The Japanese Civil War had begun.
The June 1st Clique actually didn't last very long- they were either dead or arrested within a week of their coup- and it briefly seemed like the government would regain control. But the regional governments remained behind the cause of East Asia, mutinies continued spread when Japan began disarming non-Japanese soldiers, and protests that could be broken up by police spiraled into full-scale uprisings.
We won’t go into all of the details of the battles and campaigns of the JCW, but suffice to say it was a mess. The Japanese government had legitimacy, heavy weapons, and most of the air force and the navy, the East Asians had numbers, most of the army rank-and-file, a lot of industry, and decisively they had weapons and funding from India and the newly formed Jakarta Pact. Massive nationalist rebellions erupted in the Philippines, Borneo, and China against both sides. When the fighting finally died down a sullen Empire of Japan under an IJN military government was reduced to its homeland proper and a scattering of island possessions in the Pacific and Insulindia. Mongolia, Manchuria, and Korea were left part of a new non-monarchical “Confederation of East Asia”, and the Great Han Republic had achieved its independence. India and the Jakarta Pact, formed by the participants of the Jakarta Conference and a few late joiners (Cambodia, once the Japanese were kicked out, the Philippines, and eventually China) was now dominant in non-Societist Asia.
Things remained… fluid, however. East Asia was run by the old collaborative classes and ethnicities- the Manchus, the Mongols, the Korean Yangban- which was not entirely popular with all of its citizens. It might have been friendly with India but it was not a Jakarta Pact member, and Mukden continued to claim Japan as part of its territory. Japan itself was left diplomatically isolated and revanchist, outraged that the countries it had “liberated” had stabbed it in the back. China was a fascist democracy, but its government was weak and it struggled to integrate the many different militias and paramilitary groups who had fought together with the Chinese Republican Army for independence, but now disagreed as to what the new China should look like, and remained as well armed as the state military.
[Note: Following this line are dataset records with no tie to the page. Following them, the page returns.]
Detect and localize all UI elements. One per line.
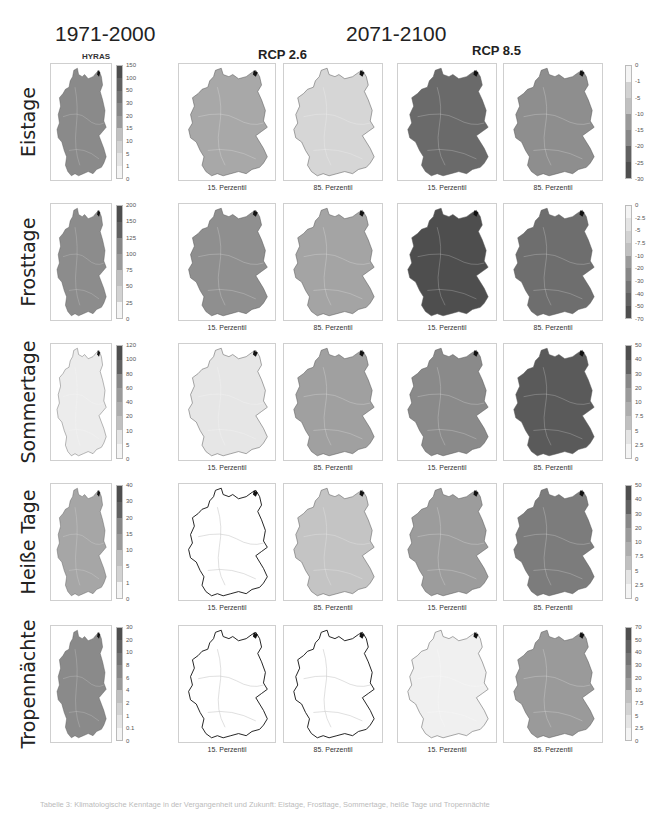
legend-tick-label: 8: [126, 662, 134, 668]
caption-p15: 15. Perzentil: [177, 464, 277, 471]
map-panel-rcp85_p85: [503, 343, 603, 461]
legend-tick-label: 5: [126, 442, 136, 448]
hyras-legend: [116, 65, 123, 179]
rcp26-column-header: RCP 2.6: [258, 47, 307, 62]
row-label: Heiße Tage: [17, 467, 39, 617]
map-panel-rcp85_p15: [397, 483, 497, 601]
legend-tick-label: 2.5: [635, 442, 643, 448]
germany-map-icon: [504, 484, 602, 600]
caption-p85: 85. Perzentil: [503, 184, 603, 191]
legend-tick-label: 30: [635, 662, 643, 668]
legend-tick-label: 2.5: [635, 725, 643, 731]
legend-tick-label: 20: [126, 113, 136, 119]
legend-tick-label: 25: [126, 300, 136, 306]
germany-map-icon: [398, 484, 496, 600]
caption-p15: 15. Perzentil: [397, 604, 497, 611]
legend-tick-label: 75: [126, 267, 136, 273]
legend-tick-label: 40: [635, 356, 643, 362]
legend-tick-label: -5: [635, 95, 644, 101]
legend-tick-label: 5: [635, 428, 643, 434]
legend-tick-label: 5: [635, 713, 643, 719]
hyras-legend: [116, 345, 123, 459]
legend-tick-label: 50: [126, 283, 136, 289]
row-label: Frosttage: [17, 187, 39, 337]
change-legend-ticks: 0-1-5-10-15-20-25-30: [635, 62, 644, 182]
map-panel-rcp26_p85: [283, 63, 383, 181]
legend-tick-label: 30: [126, 100, 136, 106]
legend-tick-label: 100: [126, 251, 136, 257]
legend-tick-label: 40: [126, 482, 133, 488]
legend-tick-label: 0: [126, 596, 133, 602]
germany-map-icon: [179, 484, 275, 600]
legend-tick-label: 0: [635, 456, 643, 462]
germany-map-icon: [51, 64, 111, 180]
caption-p15: 15. Perzentil: [177, 746, 277, 753]
caption-p15: 15. Perzentil: [177, 604, 277, 611]
legend-tick-label: 100: [126, 75, 136, 81]
legend-tick-label: 80: [126, 371, 136, 377]
legend-tick-label: -5: [635, 227, 645, 233]
caption-p15: 15. Perzentil: [177, 184, 277, 191]
legend-tick-label: 20: [635, 675, 643, 681]
change-legend: [625, 65, 632, 179]
legend-tick-label: 0.1: [126, 725, 134, 731]
caption-p85: 85. Perzentil: [283, 604, 383, 611]
legend-tick-label: 10: [635, 687, 643, 693]
germany-map-icon: [179, 64, 275, 180]
hyras-legend-ticks: 1501005030201510510: [126, 62, 136, 182]
caption-p85: 85. Perzentil: [283, 746, 383, 753]
caption-p85: 85. Perzentil: [503, 746, 603, 753]
legend-tick-label: 7.5: [635, 553, 643, 559]
germany-map-icon: [51, 484, 111, 600]
germany-map-icon: [284, 64, 382, 180]
map-panel-rcp26_p85: [283, 203, 383, 321]
map-panel-rcp26_p15: [178, 203, 276, 321]
baseline-period-title: 1971-2000: [55, 22, 155, 46]
hyras-legend-ticks: 2001501251007550250: [126, 202, 136, 322]
legend-tick-label: 0: [635, 202, 645, 208]
legend-tick-label: 30: [126, 624, 134, 630]
legend-tick-label: 10: [126, 547, 133, 553]
row-label: Eistage: [17, 47, 39, 197]
future-period-title: 2071-2100: [346, 22, 446, 46]
change-legend-ticks: 7050403020107.552.50: [635, 624, 643, 744]
map-panel-rcp26_p15: [178, 343, 276, 461]
legend-tick-label: 0: [635, 596, 643, 602]
germany-map-icon: [179, 344, 275, 460]
legend-tick-label: 10: [126, 428, 136, 434]
hyras-column-header: HYRAS: [82, 52, 110, 61]
legend-tick-label: 50: [635, 637, 643, 643]
map-panel-rcp26_p85: [283, 483, 383, 601]
legend-tick-label: 40: [126, 399, 136, 405]
legend-tick-label: -20: [635, 265, 645, 271]
legend-tick-label: 0: [635, 738, 643, 744]
legend-tick-label: 5: [635, 568, 643, 574]
caption-p15: 15. Perzentil: [397, 184, 497, 191]
map-panel-rcp85_p15: [397, 203, 497, 321]
legend-tick-label: 0: [126, 316, 136, 322]
germany-map-icon: [179, 626, 275, 742]
legend-tick-label: 5: [126, 563, 133, 569]
legend-tick-label: 10: [126, 649, 134, 655]
legend-tick-label: 4: [126, 687, 134, 693]
germany-map-icon: [179, 204, 275, 320]
hyras-legend-ticks: 4030201510510: [126, 482, 133, 602]
legend-tick-label: 0: [126, 738, 134, 744]
caption-p85: 85. Perzentil: [503, 464, 603, 471]
legend-tick-label: 6: [126, 675, 134, 681]
legend-tick-label: 150: [126, 62, 136, 68]
rcp85-column-header: RCP 8.5: [472, 43, 521, 58]
legend-tick-label: -2.5: [635, 215, 645, 221]
caption-p15: 15. Perzentil: [177, 324, 277, 331]
legend-tick-label: -1: [635, 78, 644, 84]
legend-tick-label: -50: [635, 303, 645, 309]
legend-tick-label: 10: [635, 399, 643, 405]
legend-tick-label: 120: [126, 342, 136, 348]
legend-tick-label: -10: [635, 111, 644, 117]
caption-p85: 85. Perzentil: [503, 324, 603, 331]
row-label: Tropennächte: [17, 609, 39, 759]
hyras-legend: [116, 627, 123, 741]
caption-p15: 15. Perzentil: [397, 746, 497, 753]
legend-tick-label: 0: [126, 176, 136, 182]
change-legend: [625, 205, 632, 319]
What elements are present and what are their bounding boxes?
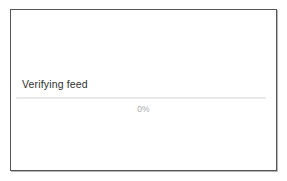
screen-root: Verifying feed 0% (0, 0, 287, 181)
progress-bar-track (16, 97, 266, 99)
status-label: Verifying feed (22, 78, 276, 91)
progress-percent-label: 0% (11, 104, 276, 114)
progress-block: Verifying feed 0% (11, 78, 276, 114)
progress-dialog: Verifying feed 0% (10, 9, 277, 171)
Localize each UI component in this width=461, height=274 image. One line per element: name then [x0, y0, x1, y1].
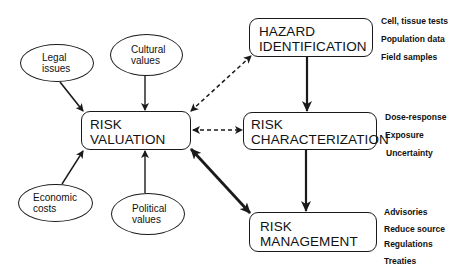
ellipse-cultural-values: Cultural values: [110, 34, 183, 76]
note-treaties: Treaties: [384, 256, 416, 266]
note-advisories: Advisories: [384, 207, 427, 217]
box-risk-characterization: RISK CHARACTERIZATION: [243, 112, 377, 150]
political-line1: Political: [132, 203, 166, 214]
note-field-samples: Field samples: [381, 52, 437, 62]
hazard-line2: IDENTIFICATION: [259, 39, 372, 54]
management-line1: RISK: [260, 219, 376, 234]
characterization-line2: CHARACTERIZATION: [251, 132, 376, 147]
arrow-legal-to-valuation: [60, 82, 83, 111]
note-dose-response: Dose-response: [385, 112, 446, 122]
note-reduce-source: Reduce source: [384, 224, 445, 234]
political-line2: values: [132, 214, 161, 225]
note-regulations: Regulations: [384, 239, 433, 249]
ellipse-political-values: Political values: [111, 193, 185, 235]
valuation-line2: VALUATION: [90, 132, 190, 147]
box-hazard-identification: HAZARD IDENTIFICATION: [249, 18, 373, 57]
note-population-data: Population data: [381, 34, 445, 44]
arrow-economic-to-valuation: [62, 151, 83, 184]
legal-line2: issues: [42, 63, 70, 74]
ellipse-legal-issues: Legal issues: [20, 44, 94, 82]
note-uncertainty: Uncertainty: [386, 148, 433, 158]
box-risk-valuation: RISK VALUATION: [81, 111, 191, 150]
economic-line2: costs: [33, 203, 56, 214]
cultural-line2: values: [131, 55, 160, 66]
characterization-line1: RISK: [251, 117, 376, 132]
economic-line1: Economic: [33, 192, 77, 203]
ellipse-economic-costs: Economic costs: [18, 184, 93, 222]
cultural-line1: Cultural: [131, 44, 165, 55]
box-risk-management: RISK MANAGEMENT: [249, 212, 377, 252]
note-exposure: Exposure: [385, 130, 424, 140]
legal-line1: Legal: [42, 52, 66, 63]
note-cell-tissue-tests: Cell, tissue tests: [381, 16, 448, 26]
arrow-valuation-hazard: [191, 56, 251, 111]
hazard-line1: HAZARD: [259, 24, 372, 39]
valuation-line1: RISK: [90, 117, 190, 132]
management-line2: MANAGEMENT: [260, 234, 376, 249]
arrow-valuation-management: [191, 149, 250, 213]
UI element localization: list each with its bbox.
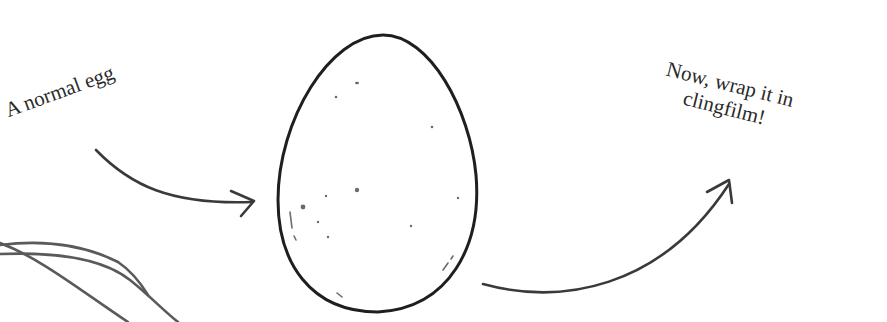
egg-outline [278,35,477,312]
egg [278,35,477,312]
left-arrow-icon [96,150,254,216]
right-arrow-icon [483,180,732,292]
clingfilm-curves [0,243,178,322]
drawing-layer [0,0,887,322]
illustration-canvas: A normal egg Now, wrap it in clingfilm! [0,0,887,322]
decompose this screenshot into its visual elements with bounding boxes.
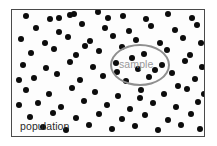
population-dot (192, 76, 198, 82)
population-dot (90, 64, 96, 70)
population-dot (178, 122, 184, 128)
population-dot (46, 91, 52, 97)
population-box: sample population (11, 9, 205, 137)
population-dot (51, 46, 57, 52)
population-dot (95, 9, 101, 15)
population-dot (126, 28, 132, 34)
population-dot (100, 73, 106, 79)
population-dot (50, 110, 56, 116)
population-label: population (20, 120, 69, 132)
population-dot (164, 47, 170, 53)
population-dot (157, 40, 163, 46)
population-dot (105, 15, 111, 21)
population-dot (47, 16, 53, 22)
population-dot (18, 36, 24, 42)
population-dot (198, 40, 204, 46)
population-dot (65, 34, 71, 40)
population-dot (199, 64, 205, 70)
population-dot (73, 52, 79, 58)
population-dot (56, 15, 62, 21)
population-dot (79, 21, 85, 27)
population-dot (102, 25, 108, 31)
population-sample-figure: sample population (0, 0, 217, 146)
population-dot (69, 85, 75, 91)
population-dot (184, 86, 190, 92)
population-dot (204, 52, 205, 58)
population-dot (172, 27, 178, 33)
population-dot (120, 13, 126, 19)
population-dot (155, 127, 161, 133)
population-dot (109, 126, 115, 132)
population-dot (175, 83, 181, 89)
population-dot (119, 116, 125, 122)
population-dot (148, 23, 154, 29)
population-dot (58, 104, 64, 110)
population-dot (20, 62, 26, 68)
population-dot (133, 37, 139, 43)
population-dot (96, 48, 102, 54)
population-dot (92, 89, 98, 95)
population-dot (110, 33, 116, 39)
population-dot (23, 13, 29, 19)
population-dot (87, 38, 93, 44)
population-dot (56, 29, 62, 35)
population-dot (67, 12, 73, 18)
population-dot (42, 40, 48, 46)
population-dot (146, 74, 152, 80)
population-dot (132, 123, 138, 129)
population-dot (150, 100, 156, 106)
population-dot (173, 104, 179, 110)
population-dot (16, 77, 22, 83)
population-dot (194, 22, 200, 28)
population-dot (119, 44, 125, 50)
population-dot (161, 91, 167, 97)
population-dot (165, 117, 171, 123)
population-dot (16, 102, 22, 108)
population-dot (165, 11, 171, 17)
population-dot (169, 70, 175, 76)
population-dot (28, 50, 34, 56)
population-dot (182, 58, 188, 64)
population-dot (138, 87, 144, 93)
population-dot (137, 95, 143, 101)
population-dot (123, 78, 129, 84)
population-dot (141, 51, 147, 57)
population-dot (195, 99, 201, 105)
population-dot (115, 93, 121, 99)
population-dot (82, 43, 88, 49)
population-dot (188, 111, 194, 117)
population-dot (189, 15, 195, 21)
population-dot (31, 75, 37, 81)
population-dot (201, 91, 205, 97)
population-dot (73, 115, 79, 121)
population-dot (67, 59, 73, 65)
population-dot (43, 65, 49, 71)
population-dot (197, 126, 203, 132)
population-dot (77, 77, 83, 83)
population-dot (81, 98, 87, 104)
population-dot (54, 71, 60, 77)
population-dot (86, 122, 92, 128)
population-dot (104, 102, 110, 108)
population-dot (142, 112, 148, 118)
population-dot (187, 52, 193, 58)
population-dot (23, 87, 29, 93)
sample-label: sample (119, 59, 153, 70)
population-dot (35, 100, 41, 106)
population-dot (180, 35, 186, 41)
population-dot (159, 62, 165, 68)
population-dot (143, 16, 149, 22)
population-dot (33, 25, 39, 31)
population-dot (96, 111, 102, 117)
population-dot (127, 106, 133, 112)
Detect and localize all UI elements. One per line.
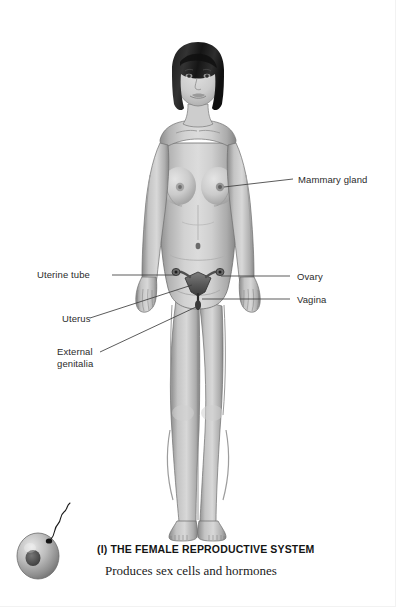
female-reproductive-system-illustration <box>0 0 396 607</box>
label-vagina: Vagina <box>297 294 326 306</box>
label-external-genitalia-line1: External <box>57 346 93 358</box>
neck <box>183 104 213 127</box>
right-eye <box>205 74 209 78</box>
caption-subtitle: Produces sex cells and hormones <box>105 563 277 579</box>
label-ovary: Ovary <box>297 271 323 283</box>
sperm-tail <box>51 503 70 539</box>
label-mammary-gland: Mammary gland <box>298 174 367 186</box>
right-hand <box>239 277 260 312</box>
anatomical-figure-panel: Mammary gland Uterine tube Uterus Extern… <box>0 0 396 607</box>
left-eye <box>187 74 191 78</box>
ovum-with-sperm-icon <box>17 503 70 579</box>
right-foot <box>198 521 226 541</box>
caption-title: (l) THE FEMALE REPRODUCTIVE SYSTEM <box>97 543 314 555</box>
label-uterus: Uterus <box>62 313 91 325</box>
left-hand <box>136 277 157 312</box>
label-uterine-tube: Uterine tube <box>37 269 90 281</box>
label-external-genitalia-line2: genitalia <box>57 358 93 370</box>
external-genitalia-organ <box>195 301 201 310</box>
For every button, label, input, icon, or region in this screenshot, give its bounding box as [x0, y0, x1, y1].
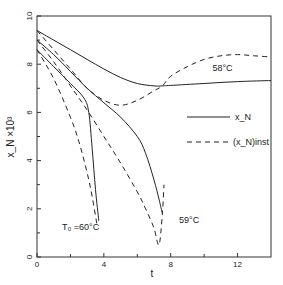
legend: x_N (x_N)inst [187, 112, 270, 147]
y-tick-label: 6 [25, 110, 34, 115]
x-axis-title: t [151, 268, 154, 279]
y-tick-label: 8 [25, 61, 34, 66]
solid-curve [37, 50, 99, 221]
chart: 048120246810 x_N (x_N)inst 58°C59°CT₀ =6… [0, 0, 283, 285]
y-axis-title: x_N ×10³ [5, 116, 16, 158]
y-tick-label: 10 [25, 11, 34, 20]
curve-annotation: 58°C [213, 63, 234, 73]
legend-label-xn: x_N [235, 112, 251, 122]
y-tick-label: 2 [25, 206, 34, 211]
axis-ticks: 048120246810 [25, 11, 243, 269]
dashed-curve [37, 50, 97, 226]
x-tick-label: 4 [102, 260, 107, 269]
y-tick-label: 0 [25, 254, 34, 259]
x-tick-label: 0 [35, 260, 40, 269]
curve-annotation: 59°C [179, 215, 200, 225]
x-tick-label: 12 [233, 260, 242, 269]
curve-annotation: T₀ =60°C [62, 222, 100, 232]
x-tick-label: 8 [168, 260, 173, 269]
solid-curve [37, 31, 271, 87]
dashed-curve [37, 40, 164, 245]
y-tick-label: 4 [25, 158, 34, 163]
dashed-curve [37, 31, 271, 106]
legend-label-xn-inst: (x_N)inst [233, 137, 270, 147]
There were many in China who opposed membership in the Jakarta Pact- after all it was the Pact that had armed and funded the East Asians, and China had to fight the East Asians just as much as the Japanese for independence- and a new political ideology from America that had played a minor role in China’s war of independence found itself growing in strength.
All over the world- from New York to Nanjing to Berlin to London- Situationism was on the march.